Saturday Read: The Trap of Ministry Success

Demas had a front-row seat to apostolic ministry. He traveled with Paul, witnessed miracles, saw churches planted, and experienced the power of the gospel firsthand. Yet Paul's final letter contains this heartbreaking epitaph: "Demas, in love with this present world, has deserted me" (2 Ti

Saturday Read: The Trap of Ministry Success

Demas had a front-row seat to apostolic ministry. He traveled with Paul, witnessed miracles, saw churches planted, and experienced the power of the gospel firsthand. Yet Paul's final letter contains this heartbreaking epitaph: "Demas, in love with this present world, has deserted me" (2 Timothy 4:10). Proximity to ministry success doesn't guarantee spiritual maturity. Sometimes it breeds the opposite—pride, entitlement, and a gradual shift from serving God to serving self.

Ministry today operates dangerously close to the culture's success metrics. We measure churches by attendance, pastors by speaking fees, and ministries by social media followers. We create celebrity pastors, compete for conference platforms, and turn ministry gifts into personal brands. The result is a generation of Christian leaders more concerned with platform than faithfulness, more focused on influence than integrity, more addicted to applause than accountable to God.

Jesus warned about this trap when the seventy-two returned from their ministry assignment rejoicing that "even the demons are subject to us in your name!" (Luke 10:17). Instead of celebrating their success, Jesus redirected their focus: "Do not rejoice in this, that the spirits are subject to you, but rejoice that your names are written in heaven" (Luke 10:20). Ministry success can become a deadly substitute for personal salvation, external effectiveness masking internal emptiness.

King Saul started well, chosen by God and empowered by the Spirit. But success corrupted him. He began keeping the best spoils of war instead of destroying them as commanded (1 Samuel 15:9), built monuments to himself (1 Samuel 15:12), and eventually consulted mediums when God stopped answering his prayers (1 Samuel 28:7). The man who started as God's anointed ended as God's enemy, destroyed by the very success that should have humbled him.

Paul understood this danger and deliberately embraced weakness to avoid it. "When I came to you, brothers, I did not come proclaiming to you the testimony of God with lofty words or wisdom" (1 Corinthians 2:1). He could have leveraged his education, his miraculous experiences, and his apostolic authority for personal gain. Instead, he chose vulnerability, authenticity, and dependence on God's power rather than human impressiveness.

Whether you're a pastor, small group leader, or volunteer, ministry success poses the same temptation: to find your identity in what you do for God rather than what God has done for you. How do you respond to ministry success? What motivates your service—genuine love for Christ or the satisfaction of being needed, appreciated, and recognized?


# YOUR ASSIGNMENT:
In the records that come next, find every line with "income". Return those lines.

# WORKING DATA:
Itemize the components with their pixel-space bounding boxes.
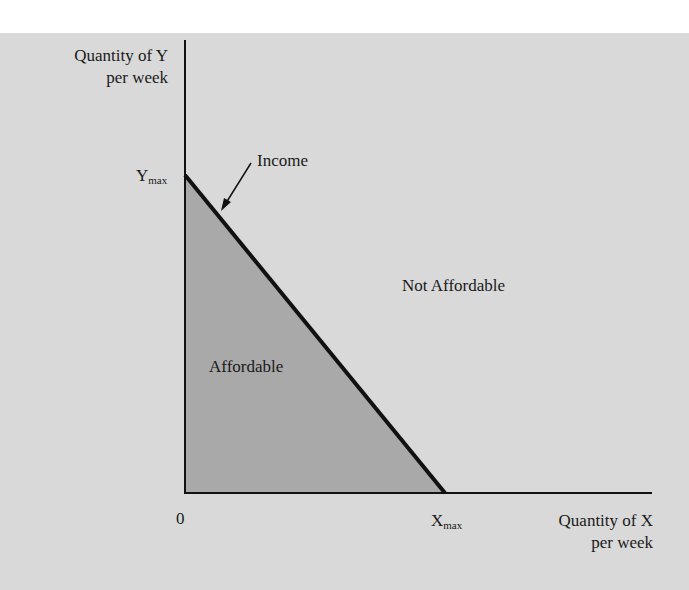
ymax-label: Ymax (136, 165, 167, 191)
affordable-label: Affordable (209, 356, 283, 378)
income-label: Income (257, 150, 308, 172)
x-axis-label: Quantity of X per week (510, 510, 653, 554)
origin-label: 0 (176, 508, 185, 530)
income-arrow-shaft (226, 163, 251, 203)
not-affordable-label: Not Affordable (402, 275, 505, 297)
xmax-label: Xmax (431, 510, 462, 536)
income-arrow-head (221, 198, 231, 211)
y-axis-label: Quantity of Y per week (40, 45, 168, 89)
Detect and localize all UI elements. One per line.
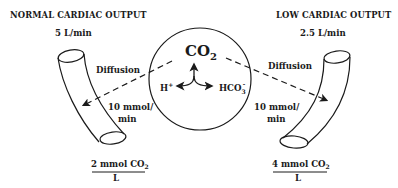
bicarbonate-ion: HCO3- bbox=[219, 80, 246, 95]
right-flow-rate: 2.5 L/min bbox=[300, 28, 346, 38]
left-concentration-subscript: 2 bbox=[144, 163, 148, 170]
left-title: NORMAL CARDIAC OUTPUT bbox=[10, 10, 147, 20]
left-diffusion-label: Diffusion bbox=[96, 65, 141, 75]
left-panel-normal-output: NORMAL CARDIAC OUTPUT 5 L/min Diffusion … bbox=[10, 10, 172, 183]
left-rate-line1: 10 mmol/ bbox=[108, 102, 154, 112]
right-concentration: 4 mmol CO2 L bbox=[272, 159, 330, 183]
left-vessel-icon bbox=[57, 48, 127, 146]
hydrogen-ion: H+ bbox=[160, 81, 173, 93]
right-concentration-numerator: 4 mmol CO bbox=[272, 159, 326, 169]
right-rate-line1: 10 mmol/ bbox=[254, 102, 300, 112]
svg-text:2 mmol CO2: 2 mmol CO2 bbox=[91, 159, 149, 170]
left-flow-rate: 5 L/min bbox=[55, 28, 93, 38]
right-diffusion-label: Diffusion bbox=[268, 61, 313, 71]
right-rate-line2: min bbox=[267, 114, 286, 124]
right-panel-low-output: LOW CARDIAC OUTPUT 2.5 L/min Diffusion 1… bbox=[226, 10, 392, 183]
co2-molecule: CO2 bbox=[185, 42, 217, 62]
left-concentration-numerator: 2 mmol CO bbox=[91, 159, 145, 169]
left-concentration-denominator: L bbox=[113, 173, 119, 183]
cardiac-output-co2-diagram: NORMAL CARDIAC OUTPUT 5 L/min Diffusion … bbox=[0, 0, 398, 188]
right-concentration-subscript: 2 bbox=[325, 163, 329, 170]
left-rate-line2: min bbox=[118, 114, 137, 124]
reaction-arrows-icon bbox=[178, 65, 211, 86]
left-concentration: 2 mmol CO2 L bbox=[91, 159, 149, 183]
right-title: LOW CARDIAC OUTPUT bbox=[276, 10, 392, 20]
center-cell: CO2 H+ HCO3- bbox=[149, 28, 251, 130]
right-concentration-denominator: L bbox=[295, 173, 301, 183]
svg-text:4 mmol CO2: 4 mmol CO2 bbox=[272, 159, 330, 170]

# SOLUTION TO THE PROBLEM:
income-label: Income (257, 150, 308, 172)
income-arrow-shaft (226, 163, 251, 203)
income-arrow-head (221, 198, 231, 211)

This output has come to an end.